In December 2017 Dr Wright wrote a sole-authored piece on the British Geriatrics Society blog arguing that the topic needed a national forum. Shortly after, the BGS Anaemia Special Interest Group was established; Dr Wright became one of its first co-chairs (2020–2021), and returned to the role in 2026 with a webinar series scheduled. The Group brings clinicians together to share emerging evidence, develop guidance, and run national educational meetings on anaemia in older people.

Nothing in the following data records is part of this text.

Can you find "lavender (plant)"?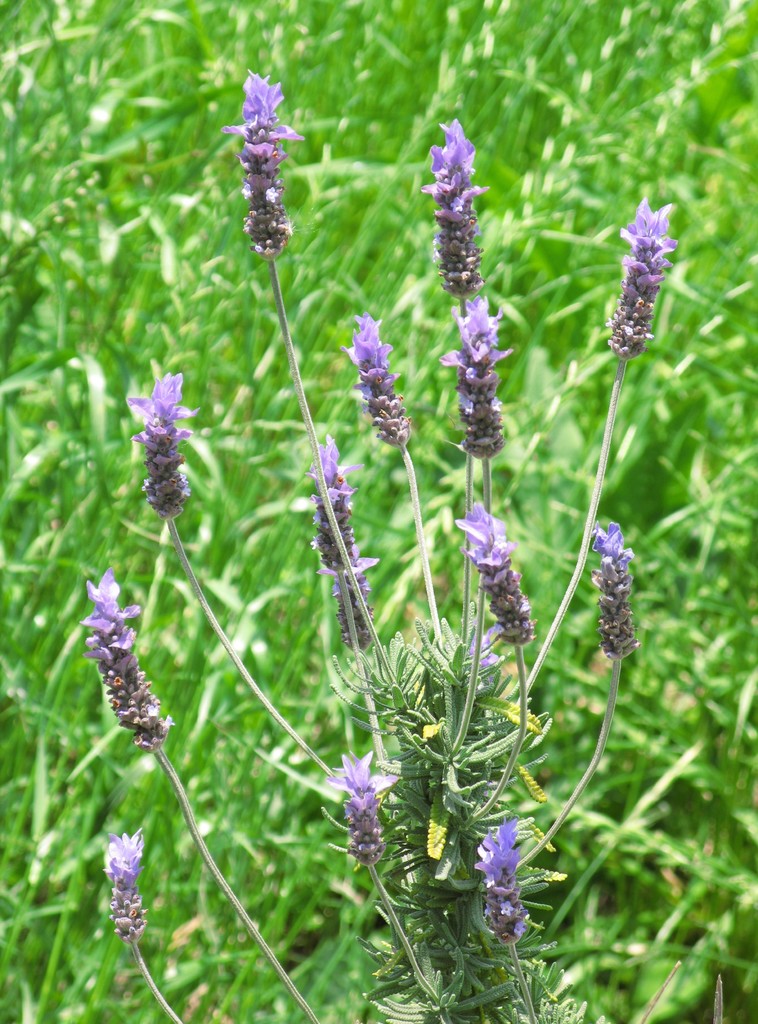
Yes, bounding box: {"left": 75, "top": 563, "right": 331, "bottom": 1023}.
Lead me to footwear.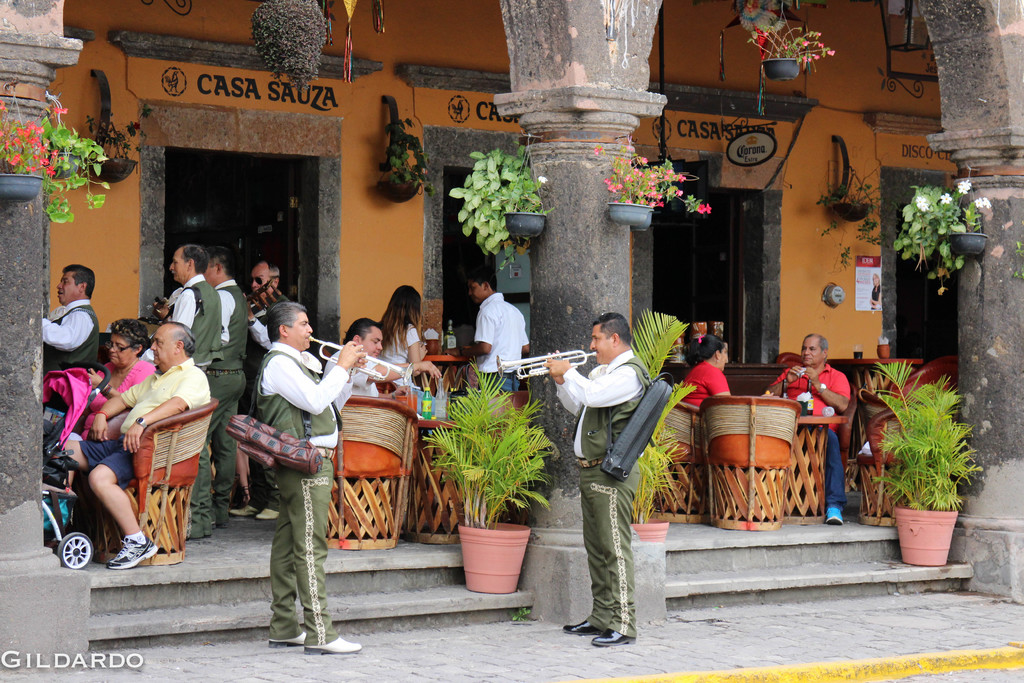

Related research she has supervised includes a 2020 quality-improvement abstract on improving anaemia investigation and treatment in older adults admitted via the Acute Medical Unit (Kaza et al., senior author Wright P, BGS Spring Conference 2020).

What it is

The BGS Anaemia Special Interest Group is the national professional forum for clinicians managing anaemia in older people. It runs educational meetings, develops guidance, and shares emerging evidence across centres. Founded in 2017 following Dr Wright's BGS blog calling for the SIG; she served as Co-Chair from 2020–2021 and returned to the role in 2026.

Why it matters

Without a national forum the clinical pathway for anaemia in older people fragments by hospital. The SIG aligns practice and gives the topic visible advocacy at BGS national level — historically under-served compared with cardiology or oncology pathways for the same patient group.